Business and Revenue

cold-email

Generates B2B cold email sequences with real structure: opening, value proposition, specific ask, follow-up timing, variation testing. The skill understands pacing and sequencing in a way that one-off prompt requests don't. Having run outreach at Ad-Shield, I can say the output is calibrated around what gets responses rather than what sounds professional.

seo-audit

Runs a full SEO analysis on any page -- missing metadata, keyword gaps, content structure, technical issues, competitive positioning. This is what I used to audit the Ad-Shield website that came back at 59 out of 100 with a 27-item action list. A one-person task that used to require an agency retainer.

copywriting

Marketing copy for any format: landing pages, email campaigns, LinkedIn posts, sales decks. This skill understands persuasion structure, not just grammar. The output reads like something a good copywriter wrote.

Design and Interface

ui-ux-pro-max

Comprehensive design intelligence: typography systems, component hierarchies, layout patterns, accessibility, visual hierarchy. When directing Claude to build a frontend, this skill shapes the decisions that make the result look intentional rather than functional-but-rough.

frontend-design

The execution layer to ui-ux-pro-max's thinking layer. Builds production-grade interfaces that are responsive, accessible, and visually polished -- without extensive cleanup after the fact.

Operations

cos-briefing

Every morning, this generates a structured briefing from my calendar, email, CRM, task list, decision log, and project tracker. I wake up knowing what matters, what's overdue, and what decisions from thirty days ago need review. I didn't write this briefing. I designed what it should contain, and now it runs automatically. This one skill changed my mornings more than anything else I've built.

cos-triage

Multi-channel inbox management. Reads across email and other channels, categorizes by urgency, flags what needs a decision, and drafts responses where appropriate. For someone running two jobs and multiple side projects, inbox triage used to be a meaningful chunk of every day. Now it isn't.

cos-ghost

Ghostwriting in my voice. This skill has ingested enough of my writing to produce content that sounds like me -- the sentence structure, the directness, no filler. When I need a first draft that doesn't require a full rewrite, this is where I start.

Document Handling

xlsx

Reads, creates, and edits spreadsheets directly. Data exports, financial models, pipeline reports -- this handles them without requiring me to extract and paste data manually into a conversation.

pdf

Creates and edits PDFs. Board reports, formal summaries, anything that needs to go as a finished file. Combined with the briefing and research skills, this produces documents I can send without additional formatting work.

Why This Matters for Operators

The reason I built a system around these skills rather than using AI conversationally is leverage. A single conversation with Claude is useful. A system of skills that runs workflows, maintains memory, and connects to real systems is something different.

The people who will get the most out of this technology are not engineers. They're operators: people who can decompose a workflow into discrete steps and describe each one precisely enough for an AI to execute. That is a thinking skill, not a technical one.

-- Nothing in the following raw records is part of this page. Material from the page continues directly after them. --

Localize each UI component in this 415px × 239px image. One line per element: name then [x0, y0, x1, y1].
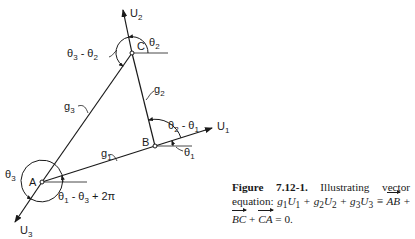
point-label-b: B: [142, 136, 149, 148]
point-label-c: C: [137, 40, 145, 52]
vector-ca: CA: [258, 212, 272, 226]
point-label-a: A: [29, 176, 37, 188]
angle-arc-theta1: [172, 141, 173, 146]
side-g3-line: [42, 53, 132, 182]
angle-label-theta2-minus-theta1: θ2 - θ1: [168, 119, 199, 134]
point-a: [40, 180, 44, 184]
point-b: [153, 144, 157, 148]
leader-g2: [146, 91, 154, 100]
side-g1-line: [42, 146, 155, 182]
side-label-g3: g3: [64, 100, 75, 115]
vector-label-u3: U3: [20, 224, 33, 239]
vector-label-u1: U1: [217, 120, 230, 135]
vector-bc: BC: [232, 212, 246, 226]
side-label-g1: g1: [101, 147, 112, 162]
vector-ab: AB: [387, 194, 401, 208]
figure-caption: Figure 7.12-1. Illustrating vector equat…: [232, 180, 410, 226]
angle-label-theta3-minus-theta2: θ3 - θ2: [67, 47, 98, 62]
angle-arc-theta3-minus-theta2: [116, 37, 129, 66]
angle-label-theta1-minus-theta3-plus-2pi: θ1 - θ3 + 2π: [58, 190, 116, 205]
side-label-g2: g2: [154, 83, 165, 98]
vector-label-u2: U2: [130, 7, 143, 22]
leader-g3: [78, 105, 88, 113]
point-c: [130, 51, 134, 55]
leader-theta1: [176, 147, 183, 151]
angle-label-theta1: θ1: [184, 146, 195, 161]
angle-label-theta2: θ2: [149, 36, 160, 51]
side-g2-line: [132, 53, 155, 146]
figure-label: Figure 7.12-1.: [232, 181, 308, 193]
angle-label-theta3: θ3: [5, 168, 16, 183]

Economists, consultants, project managers, chiefs of staff. People who've spent careers designing how things get done.

The skills provide specialized capability. The operator provides the judgment about what's worth automating and how the pieces fit together. That's the design challenge, and it's harder than the technical one.

The system I've built does not make decisions. It executes decisions I've already made about how my work should run. The cognitive overhead of tracking everything -- open loops, pending follow-ups, meeting prep -- moves out of my head and into the system. What remains is the work that actually requires me.

That's the actual promise. Not that AI does the work. That it carries enough of the load to let you do the work that matters.